Small ideas don't demand loyalty. They don't require you to reshape your identity or overhaul your life. They're intellectual experiments, creative provocations, different ways of seeing that you can try on without commitment. Small ideas ask, "What if I tried riding a bike down the end of the street and back?" Instead of "What if I became a Bike Person?" They suggest, "Maybe I'll put down my phone and get out the watercolor paints" rather than "I am allowed to scroll on my phone for a maximum of 30 minutes per day, and only after dinner and the dishes are done."

Big ideas and daily routines offer the seductive illusion that with enough structure and self-discipline, we can somehow avoid having to grapple with anything messy, uncertain, or sad. This way of thinking sends the message that if we are not constantly optimizing ourselves, or radiating benevolent joy, there is something wrong with us.

Oliver Burke, author of Four Thousand Weeks: Time Management for Mortals, talked about this on a recent episode of the podcast The Happiness Lab with Dr. Laurie Santos.

The really powerful skill to develop, I think, is the … willingness to say what if I just meditate for ten minutes? What if I just went for a brisk walk? What if I just picked up the phone and talked to the long lost friend?
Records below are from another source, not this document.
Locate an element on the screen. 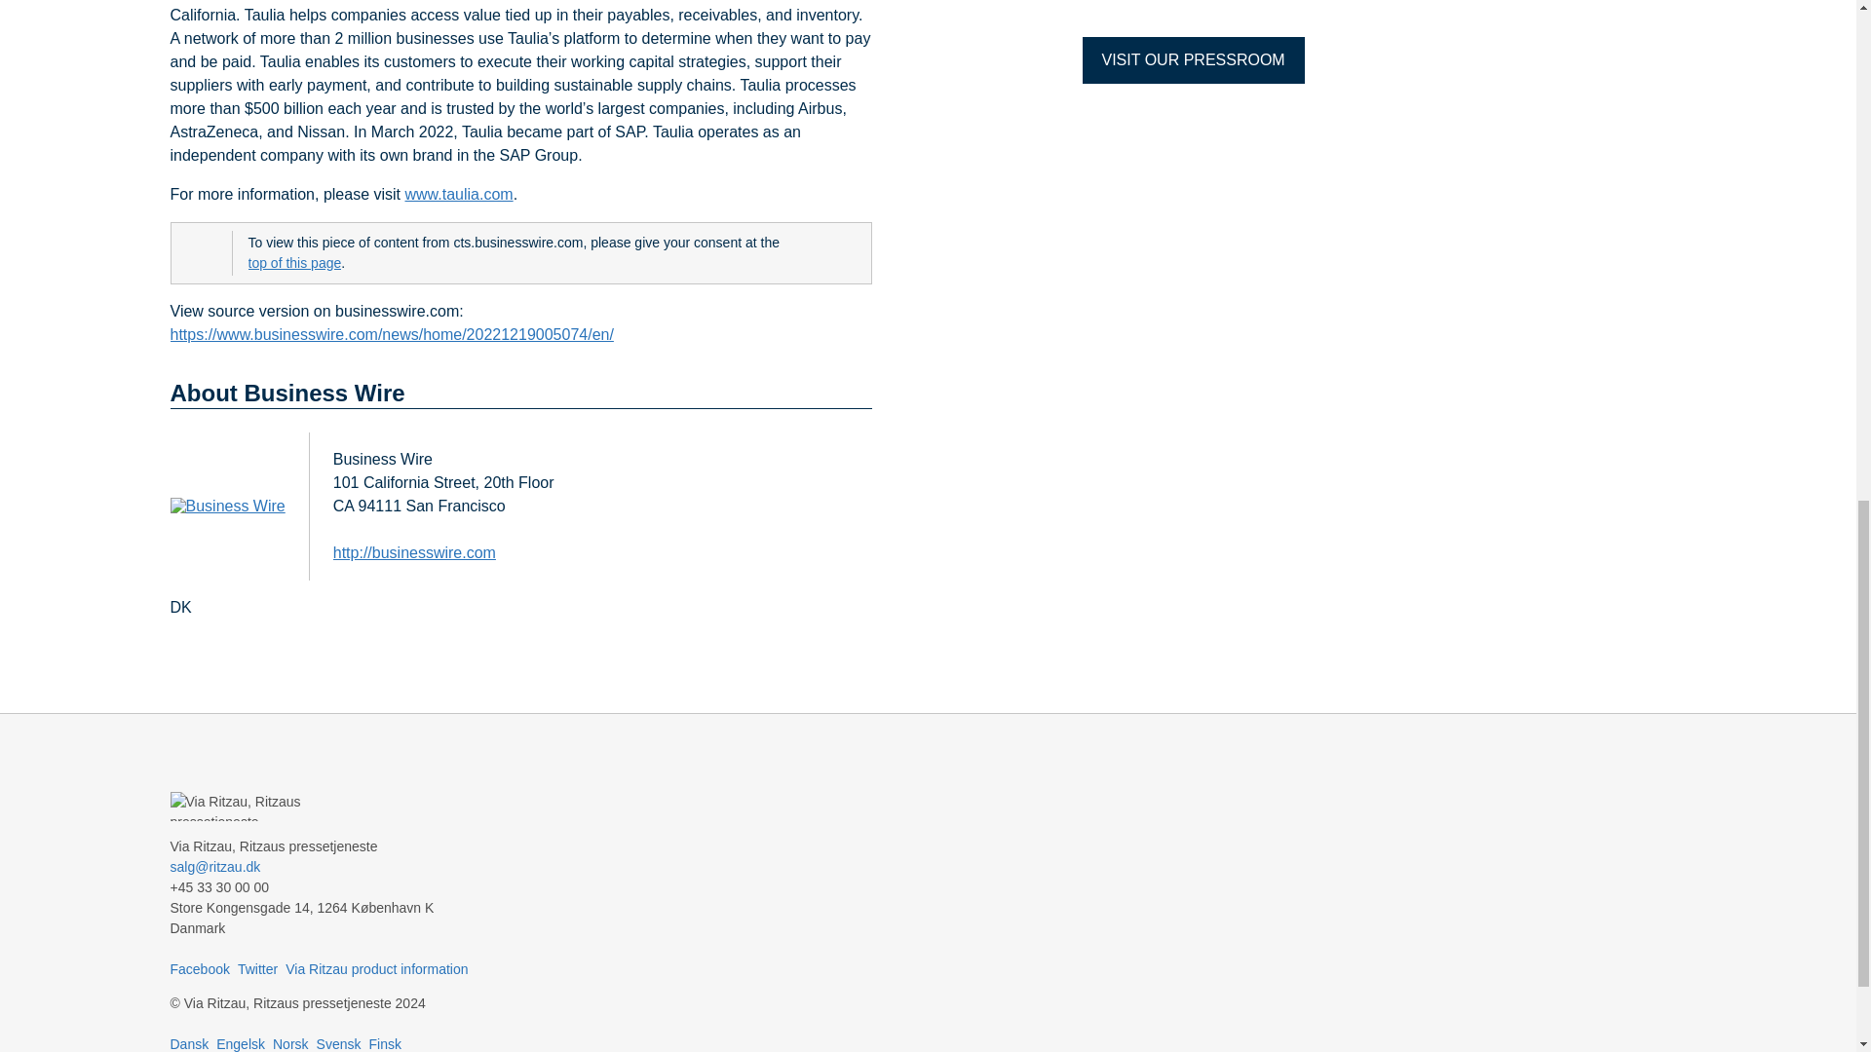  www.taulia.com is located at coordinates (458, 194).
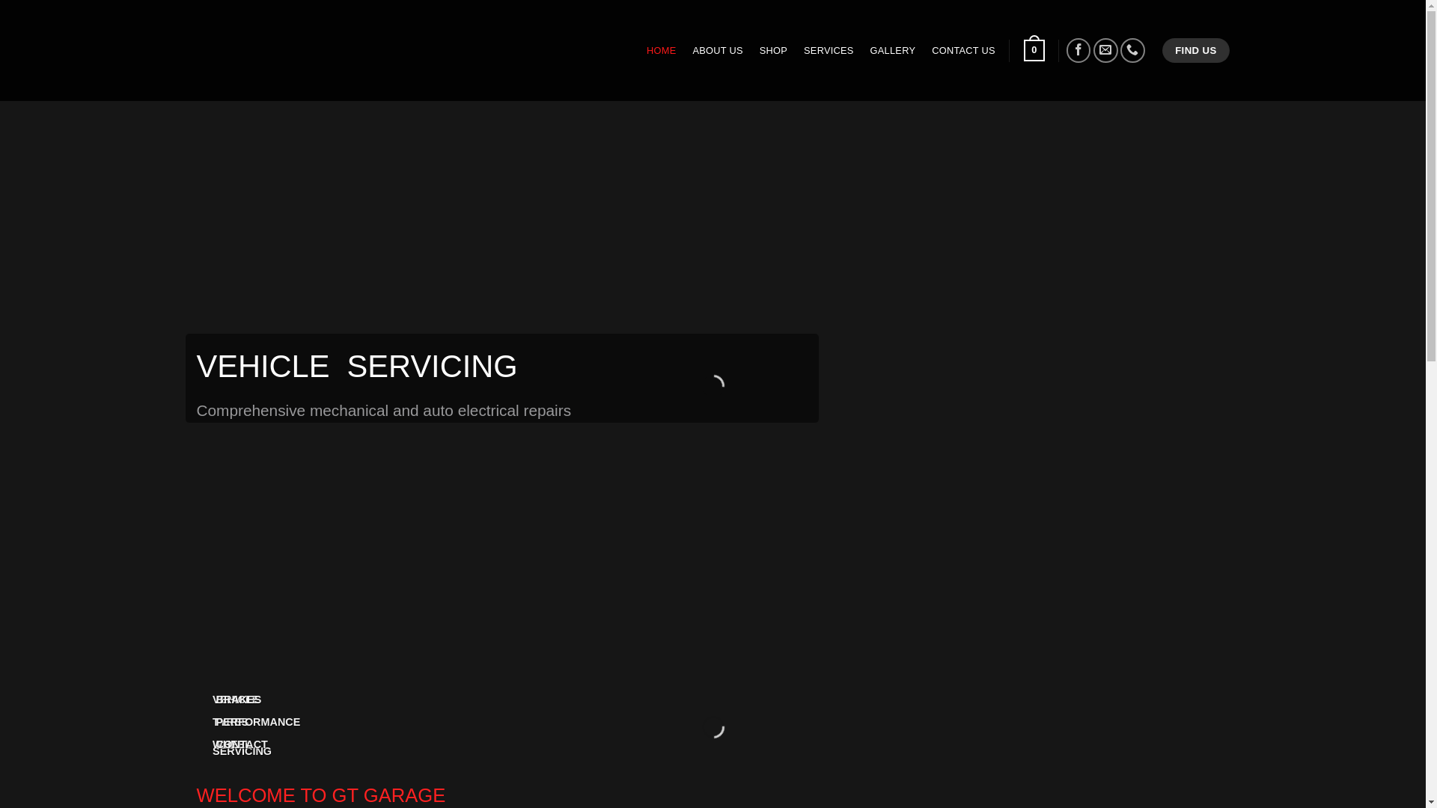 The width and height of the screenshot is (1437, 808). What do you see at coordinates (964, 51) in the screenshot?
I see `CONTACT US` at bounding box center [964, 51].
With no confidence that I would do it well, no certainty that I’ll do it every day for the rest of my life, no guarantee that it’s going to turn me into the kind of person who does that kind of thing all the time. But it’s still worth more than all those things combined because it actually happened in reality
— Oliver Burke

Small ideas invite play rather than devotion. They spark curiosity rather than certainty. They make space for questions like "What if?" instead of confident declarations about How Things Are. They give us permission to start where we are, to try things without committing to them forever, to learn through direct experience rather than the safe distance of endless consumption. Small ideas acknowledge that doing something once, imperfectly, is worth more than all the perfect plans we abandon before we really get started.

So, that’s the idea behind Wonder Work. Sharing small ideas creates regular opportunities to explore what it feels like to shift our perspective, even if it’s just for five minutes. Curiosity can be practiced. Empathy is the natural outcome of seeing something from a different point of view.

In times of overwhelming change and uncertainty, we often grasp for big ideas that promise to make sense of everything. But real resilience comes from maintaining flexibility in our thinking — from being able to adapt our understanding as new information emerges. If there’s a small idea that made a big difference in your life, I want to hear about it!